For hand-edited configs, leaving allowConversationAccess out entirely produces no traces (not “structural-only traces”) — hooks.allowConversationAccess defaults to false at OpenClaw’s level and dispatch is blocked. Always set both keys explicitly.
If you’re working with sensitive material, switch to structural-only mode or disable the plugin before the run.
Supported OpenClaw versions
Requires 2026.4.25 or newer. Earlier versions either reject hooks.allowConversationAccess outright (≤ 2026.4.21) or have unverified dispatch gating (2026.4.22 – 2026.4.24). The CLI aborts on older versions; manual installs run into validation errors. Run npm install -g openclaw@latest to upgrade.
Troubleshooting
No traces appear in Latitude.
Confirm the gateway was restarted after install. Then check the gateway log:
grep -E "blocked|plugin not found|latitude" /tmp/openclaw/openclaw-*.log | tail
A blocked line means hooks.allowConversationAccess is false or missing — re-run install, or set both flags as shown in Manual configuration.
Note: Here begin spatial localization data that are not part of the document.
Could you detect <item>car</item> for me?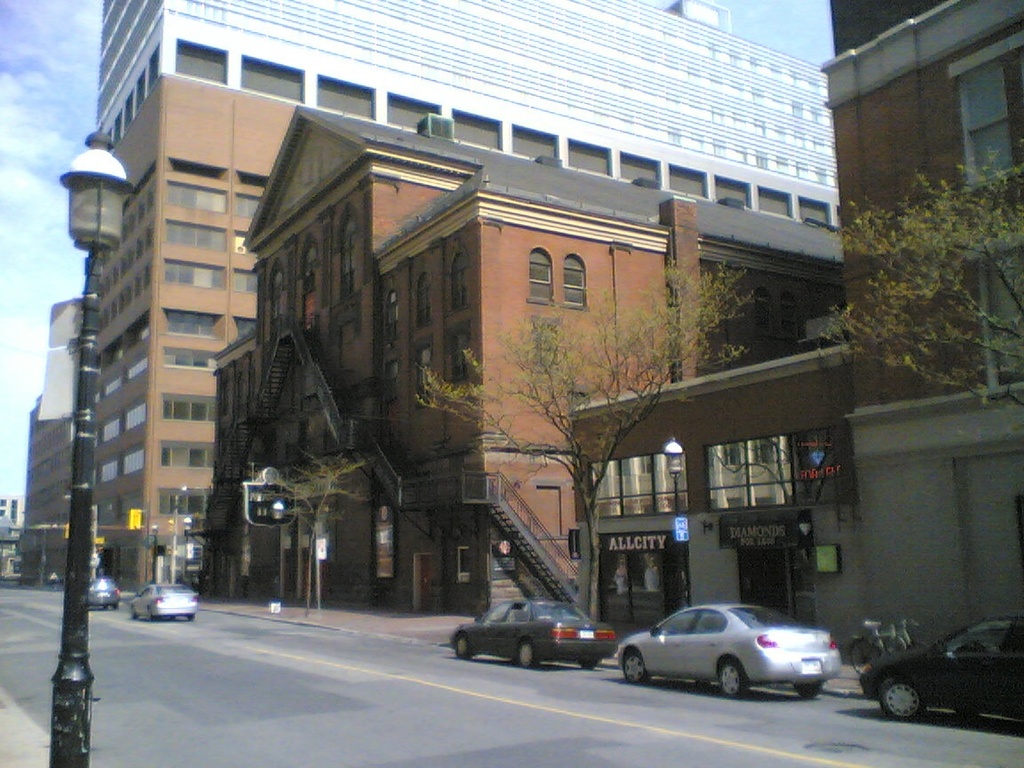
Detection result: Rect(446, 606, 616, 671).
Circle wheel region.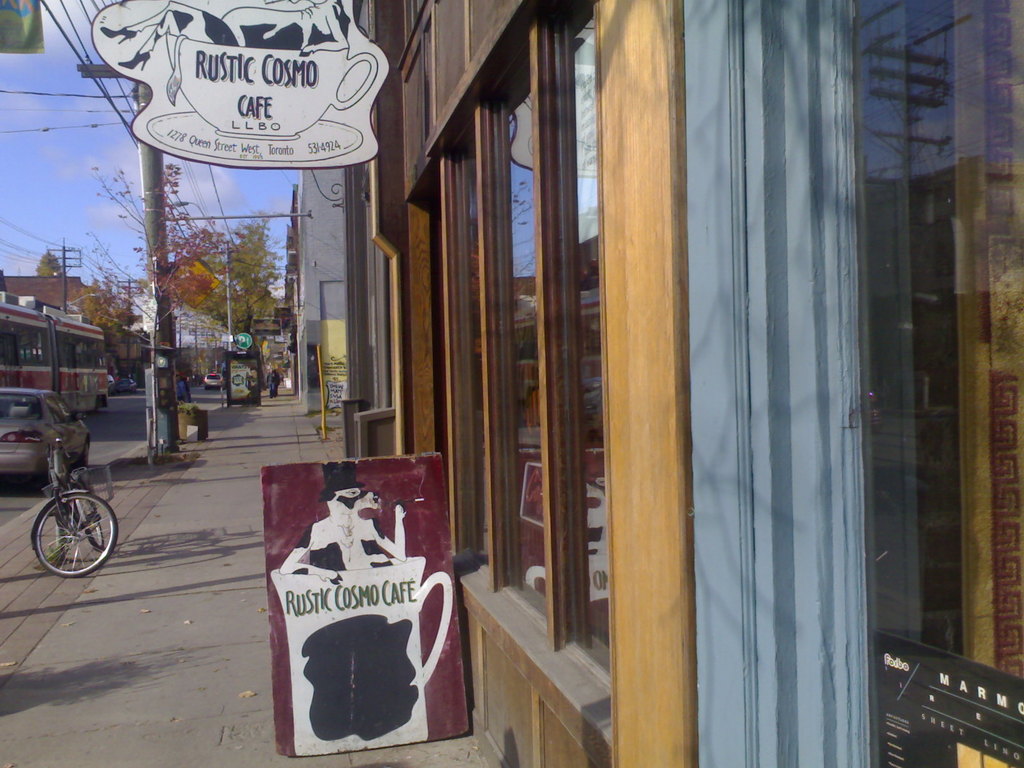
Region: [left=38, top=455, right=69, bottom=497].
A plugin not found line means the runtime didn’t install — re-run openclaw plugins install @latitude-data/openclaw-telemetry@0.0.7.
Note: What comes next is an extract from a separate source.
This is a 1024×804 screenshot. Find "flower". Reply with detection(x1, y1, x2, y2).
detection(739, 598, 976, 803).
If the log looks clean, set LATITUDE_DEBUG=1 on the gateway and trigger another run; the plugin will print diagnostic output explaining why the upload didn’t happen (most often a wrong API key, wrong project slug, or unreachable network).
Spans show timings but no message content.
You’re in structural-only mode. Set config.allowConversationAccess to true (keeping hooks.allowConversationAccess at true) and restart the gateway.
Codex- or Claude-Code-backed agents show one model_call per attempt instead of N.
Expected — see Backend caveat above.
Gateway warns about non-bundled plugins on every restart.
The plugin isn’t in plugins.allow. Run:
openclaw config set 'plugins.allow' '["@latitude-data/openclaw-telemetry"]'
(Include any other plugins you already had in the array — config set can’t append.)
openclaw config validate fails after manual install.
Most likely a missing hooks.allowConversationAccess write or a quoting issue with the bracket-notation paths. Compare your ~/.openclaw/openclaw.json against the hand-edit template above.